Sen. Al Franken, D-Minn., told the new Securities and Exchange Commission chairwoman, Mary Jo White, in a Tuesday letter to act now in preventing Wall Street brokerage firms from forcing investors into “unfair” arbitration agreements.
“Minnesotans planning for retirement or saving for their children’s college funds rely on the advice of their brokers to help them make smart investment choices,” Franken said in the letter, which was also signed by 36 other senators and House colleagues. “However, when brokers engage in fraudulent or illegal behaviors that lose investors’ savings, mandatory arbitration clauses limit investors’ ability to protect their rights under the law.”
Franken and the other lawmakers urged the SEC to use its existing authority under Section 921 of the Dodd-Frank Act to prevent mandatory arbitration clauses in broker-investor contracts.

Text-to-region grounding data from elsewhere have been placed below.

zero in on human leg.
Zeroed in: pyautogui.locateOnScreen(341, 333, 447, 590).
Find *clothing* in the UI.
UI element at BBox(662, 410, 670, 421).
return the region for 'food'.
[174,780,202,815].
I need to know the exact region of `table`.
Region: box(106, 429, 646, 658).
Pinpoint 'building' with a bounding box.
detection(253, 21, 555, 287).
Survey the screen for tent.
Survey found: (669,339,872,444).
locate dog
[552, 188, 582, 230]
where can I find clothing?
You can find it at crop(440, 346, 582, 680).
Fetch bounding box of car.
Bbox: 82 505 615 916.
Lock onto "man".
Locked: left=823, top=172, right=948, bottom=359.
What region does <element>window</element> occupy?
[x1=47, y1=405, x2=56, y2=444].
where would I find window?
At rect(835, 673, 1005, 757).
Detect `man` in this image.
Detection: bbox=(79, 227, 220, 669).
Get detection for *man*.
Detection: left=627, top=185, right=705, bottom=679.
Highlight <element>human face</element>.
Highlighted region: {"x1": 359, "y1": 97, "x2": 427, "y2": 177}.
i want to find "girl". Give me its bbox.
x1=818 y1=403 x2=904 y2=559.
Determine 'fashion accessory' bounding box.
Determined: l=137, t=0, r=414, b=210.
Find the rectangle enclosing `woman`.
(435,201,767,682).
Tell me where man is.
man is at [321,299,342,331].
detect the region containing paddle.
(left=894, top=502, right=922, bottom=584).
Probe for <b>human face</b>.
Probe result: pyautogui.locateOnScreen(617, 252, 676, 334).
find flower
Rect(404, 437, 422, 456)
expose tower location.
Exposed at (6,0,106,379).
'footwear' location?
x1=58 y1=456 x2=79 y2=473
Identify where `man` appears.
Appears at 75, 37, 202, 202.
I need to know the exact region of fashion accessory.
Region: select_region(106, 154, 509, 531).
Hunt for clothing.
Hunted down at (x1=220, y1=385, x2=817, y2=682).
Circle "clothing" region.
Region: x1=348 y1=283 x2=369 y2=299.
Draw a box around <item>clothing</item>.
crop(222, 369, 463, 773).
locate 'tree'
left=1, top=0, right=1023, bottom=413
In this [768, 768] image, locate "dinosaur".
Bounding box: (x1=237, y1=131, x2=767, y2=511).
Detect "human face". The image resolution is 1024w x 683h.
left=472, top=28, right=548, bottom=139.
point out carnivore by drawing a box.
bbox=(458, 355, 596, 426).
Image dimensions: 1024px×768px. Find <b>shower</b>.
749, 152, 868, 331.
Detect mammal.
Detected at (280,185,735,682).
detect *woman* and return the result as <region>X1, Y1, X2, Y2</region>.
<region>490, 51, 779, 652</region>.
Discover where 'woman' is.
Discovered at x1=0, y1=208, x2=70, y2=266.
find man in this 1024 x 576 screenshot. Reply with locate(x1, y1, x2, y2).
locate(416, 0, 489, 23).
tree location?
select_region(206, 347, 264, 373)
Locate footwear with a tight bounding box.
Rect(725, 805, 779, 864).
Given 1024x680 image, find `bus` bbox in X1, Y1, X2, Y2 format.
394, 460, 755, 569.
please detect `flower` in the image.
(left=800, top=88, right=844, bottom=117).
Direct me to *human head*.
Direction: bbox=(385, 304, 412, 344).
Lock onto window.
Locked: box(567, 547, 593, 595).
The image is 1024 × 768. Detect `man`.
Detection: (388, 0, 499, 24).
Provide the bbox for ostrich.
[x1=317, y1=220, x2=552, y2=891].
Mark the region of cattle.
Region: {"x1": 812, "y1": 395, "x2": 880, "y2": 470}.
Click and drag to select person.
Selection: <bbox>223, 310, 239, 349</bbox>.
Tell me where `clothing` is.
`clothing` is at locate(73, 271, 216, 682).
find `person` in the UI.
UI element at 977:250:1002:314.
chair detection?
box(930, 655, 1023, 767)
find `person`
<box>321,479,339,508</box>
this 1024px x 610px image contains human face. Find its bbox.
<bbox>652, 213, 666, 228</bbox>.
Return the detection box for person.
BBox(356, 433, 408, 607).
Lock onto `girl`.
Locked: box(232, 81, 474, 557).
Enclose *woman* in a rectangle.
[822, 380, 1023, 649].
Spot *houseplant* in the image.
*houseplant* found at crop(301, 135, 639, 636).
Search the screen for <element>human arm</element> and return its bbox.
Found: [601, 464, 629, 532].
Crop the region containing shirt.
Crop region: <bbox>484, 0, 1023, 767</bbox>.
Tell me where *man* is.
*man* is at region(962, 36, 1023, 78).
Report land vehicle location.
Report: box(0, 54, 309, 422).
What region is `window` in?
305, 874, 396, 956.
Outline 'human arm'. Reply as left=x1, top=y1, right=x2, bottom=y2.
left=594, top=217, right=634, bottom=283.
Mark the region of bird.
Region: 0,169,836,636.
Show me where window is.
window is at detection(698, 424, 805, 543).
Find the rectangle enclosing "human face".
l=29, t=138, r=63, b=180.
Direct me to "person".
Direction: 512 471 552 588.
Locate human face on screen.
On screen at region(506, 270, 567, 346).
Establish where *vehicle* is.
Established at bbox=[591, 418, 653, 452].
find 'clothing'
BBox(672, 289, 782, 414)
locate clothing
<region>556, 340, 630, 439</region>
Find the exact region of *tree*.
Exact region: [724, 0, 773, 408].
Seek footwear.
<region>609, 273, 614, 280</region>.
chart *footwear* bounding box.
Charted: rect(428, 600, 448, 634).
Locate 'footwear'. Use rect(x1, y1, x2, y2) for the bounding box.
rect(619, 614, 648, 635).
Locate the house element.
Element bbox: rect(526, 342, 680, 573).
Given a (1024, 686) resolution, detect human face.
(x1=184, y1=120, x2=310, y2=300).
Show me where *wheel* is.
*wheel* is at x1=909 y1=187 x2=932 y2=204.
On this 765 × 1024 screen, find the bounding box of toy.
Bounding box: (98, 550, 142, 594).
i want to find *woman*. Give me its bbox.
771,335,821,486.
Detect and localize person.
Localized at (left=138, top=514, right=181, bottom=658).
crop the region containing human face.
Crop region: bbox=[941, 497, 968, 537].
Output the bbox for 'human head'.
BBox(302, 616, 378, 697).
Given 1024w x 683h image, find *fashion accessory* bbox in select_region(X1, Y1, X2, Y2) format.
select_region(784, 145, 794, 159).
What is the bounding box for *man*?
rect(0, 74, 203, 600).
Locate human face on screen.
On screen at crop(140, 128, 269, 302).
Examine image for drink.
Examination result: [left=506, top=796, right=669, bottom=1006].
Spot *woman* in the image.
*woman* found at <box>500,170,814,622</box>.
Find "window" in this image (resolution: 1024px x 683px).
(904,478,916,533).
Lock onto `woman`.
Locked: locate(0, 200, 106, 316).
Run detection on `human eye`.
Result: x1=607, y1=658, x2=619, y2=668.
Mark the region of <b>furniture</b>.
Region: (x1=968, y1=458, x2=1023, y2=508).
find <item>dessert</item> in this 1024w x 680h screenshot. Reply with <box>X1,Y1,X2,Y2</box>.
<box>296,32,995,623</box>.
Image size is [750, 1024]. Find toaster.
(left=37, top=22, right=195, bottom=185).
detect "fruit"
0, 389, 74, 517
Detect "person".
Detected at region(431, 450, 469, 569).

“We are deeply concerned that the commission’s failure to respond to the dangers posed by widespread forced arbitration will weaken existing investor protections,” wrote Franken and his colleagues. “We urge the commission to act quickly to exercise its authority…to prevent this practice and protect investor rights.”
SEC spokesman John Nester said the agency declined to comment “in advance of our response to the senator, but as a general matter we share his interest in this issue.”
The lawmakers said the need for the SEC to act increased after Charles Schwab recently expanded its mandatory arbitration clauses.
“We were alarmed to see further attempts to erode investor rights when Charles Schwab, one of the country’s largest brokers, expanded the mandatory arbitration clauses in its customer agreements to include a mandatory class-action waiver clause,” the lawmakers wrote in their letter. “In this instance, Schwab argued that, in response to the Supreme Court’s interpretation of the Federal Arbitration Act (FAA) in AT&T Mobility v. Concepcion, it could include a waiver of class-action and class arbitration rights in its customer agreements.”